Canadian psychedelic drug researcher featured in Netflix's 'The Goop Lab'
Posted Jan 26, 2020
TORONTO — Canadian researcher Mark Haden is quickly getting up to speed on the media circus and skepticism that follows Gwyneth Paltrow’s juggernaut wellness brand, Goop.
The 65-year-old Vancouver professor is the very first interview in Paltrow’s new Netflix series “The Goop Lab,” featured in an episode about the potential healing power of psychedelic drugs.
He says he only learned of Goop’s many detractors after taping his interview with Paltrow, but he adds that he’s faced a few critics of his own as executive director of MAPS Canada, which is the Multidisciplinary Association for Psychedelic Studies.
MAPS’ mission is to explore the potential psychedelic drugs hold for medical treatment, and so the invitation to appear on a Netflix show helmed by one of Hollywood’s biggest stars appealed to Haden, also an adjunct professor at the University of British Columbia School of Population and Public Health.
“We already have engaged fringy folks of the world and so now our next task is to engage the mainstream. You know, we want to heal cops — we’re targeting cops and veterans,” says Haden, whose U.S. counterparts are studying whether MDMA — better known as the club drug Ecstasy — can treat post-traumatic stress disorder.
“We want to appeal to guys in suits and housewives.”
To be sure, Goop’s dedicated following is large and ardent but Haden is now aware that its most famous products are resoundingly fringy — among them jade eggs for vaginas and psychic vampire repellent.
Meanwhile its wackier health claims, including coffee enemas and vaginal steaming, have drawn the ire of much of the medical community.
Nevertheless, Haden said he was pleased with the way his episode turned out, deeming it balanced and concerned with “real issues.”
Judging by the six episodes that rolled out Friday, denouncements by mainstream authorities are a badge of honour for Paltrow and the Goop crew, who seem to revel in declaring the topics they tackle as “unproven” and “out there.”
The trailer certainly highlights a seeming effort to appear cutting-edge with outtakes proclaiming that what you’re about to see is “dangerous” and “unregulated.”
The six episodes range from 29 to 36 minutes, with each tackling a specific topic: psychedelics, cold therapy, sexual health, reversing biological age, energy fields and psychic ability.
But none of this is cutting edge, says longtime Goop critic Tim Caulfield, who took Paltrow and the Goop ethos to task in his book “Is Gwyneth Paltrow Wrong about Everything?” and his (no longer airing) Netflix series “A User’s Guide to Cheating Death.”
“On the contrary, a lot of these things are regressive in their approach to health,” says Caulfield, who blames celebrities including Paltrow, Kim Kardashian West, David and Victoria Beckham and Madonna with spreading a decade of health and wellness misinformation.
“It’s frustrating that she’s given the opportunity to spread not just misinformation about particular therapies, but (also) this idea that we should embrace magical thinking and distrust conventional sources of scientific information…. Whether you’re talking about the cold therapy, energy therapy, the use of mediums, all of these things have no evidence behind them.”
Each episode is prefaced by a disclaimer insisting the content is “designed to entertain and inform — not provide medical advice.”
And it’s hard to believe the media-savvy Paltrow would not be hyper-aware of the scrutiny she seems to invite — one of Goop’s more defiant products, a candle named “This Smells Like My Vagina,” hit the market just before the Netflix premiere.
The show itself includes a lighthearted dig at which Goop staffer is “goopier,” and a jab at Paltrow for being a “princess.”
Still, none of that self-awareness gives Paltrow licence “to push pseudoscience,” says Caulfield.
Especially problematic for him is the fact that “The Goop Lab” functions as an extended infomercial for Paltrow’s online and brick-and-mortar retail outlets.
While products are not overtly pitched on the series, the Goop website includes a dedicated section known as “The Goop Lab Shop” where devotees can buy items associated with themes featured on the show.
Toronto brand consultant Angela Wallace stops short of describing herself as a Goop fan but says she likes the fact it explores non-traditional approaches to wellness, believing “a lot of women feel let down by more traditional health-care systems.”
“A lot of the criticism does seem like: ‘Aren’t women silly? Aren’t they frivolous? Aren’t they ridiculous for buying a jade egg or doing whatever they want in terms of making themselves happy and feeling well?'” says Wallace, who has shopped at Goop’s Yorkville outlet and subscribes to the newsletter.
She feels there is a gender bias in the way women are derided for their choices.
“Men have been doing … what they want for a really long time and not necessarily receiving the cultural criticism that women have,” she says.
“Shouldn’t we have some agency in whether we decide to do that or not?”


What you need to do
What is needed is an exact copy of the entries below, with the pictures left out.

Input records
........

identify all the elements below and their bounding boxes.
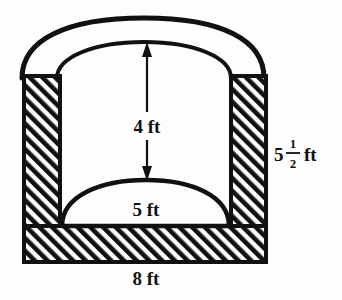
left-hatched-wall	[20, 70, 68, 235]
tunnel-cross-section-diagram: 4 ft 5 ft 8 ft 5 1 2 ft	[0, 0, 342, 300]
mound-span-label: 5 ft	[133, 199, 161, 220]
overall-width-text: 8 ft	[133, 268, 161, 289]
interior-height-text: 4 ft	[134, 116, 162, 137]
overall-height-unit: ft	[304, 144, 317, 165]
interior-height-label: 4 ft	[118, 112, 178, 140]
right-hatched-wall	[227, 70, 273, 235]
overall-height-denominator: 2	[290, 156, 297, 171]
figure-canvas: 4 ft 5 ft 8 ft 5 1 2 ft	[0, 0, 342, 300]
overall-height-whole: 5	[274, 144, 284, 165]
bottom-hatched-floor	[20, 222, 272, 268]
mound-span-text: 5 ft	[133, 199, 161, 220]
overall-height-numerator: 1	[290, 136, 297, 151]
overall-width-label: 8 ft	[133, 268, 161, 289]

........

Task output
identify all the elements below and their bounding boxes.
left-hatched-wall	[20, 70, 68, 235]
tunnel-cross-section-diagram: 4 ft 5 ft 8 ft 5 1 2 ft	[0, 0, 342, 300]
mound-span-label: 5 ft	[133, 199, 161, 220]
overall-width-text: 8 ft	[133, 268, 161, 289]
interior-height-text: 4 ft	[134, 116, 162, 137]
overall-height-unit: ft	[304, 144, 317, 165]
interior-height-label: 4 ft	[118, 112, 178, 140]
right-hatched-wall	[227, 70, 273, 235]
overall-height-denominator: 2	[290, 156, 297, 171]
figure-canvas: 4 ft 5 ft 8 ft 5 1 2 ft	[0, 0, 342, 300]
overall-height-whole: 5	[274, 144, 284, 165]
bottom-hatched-floor	[20, 222, 272, 268]
mound-span-text: 5 ft	[133, 199, 161, 220]
overall-height-numerator: 1	[290, 136, 297, 151]
overall-width-label: 8 ft	[133, 268, 161, 289]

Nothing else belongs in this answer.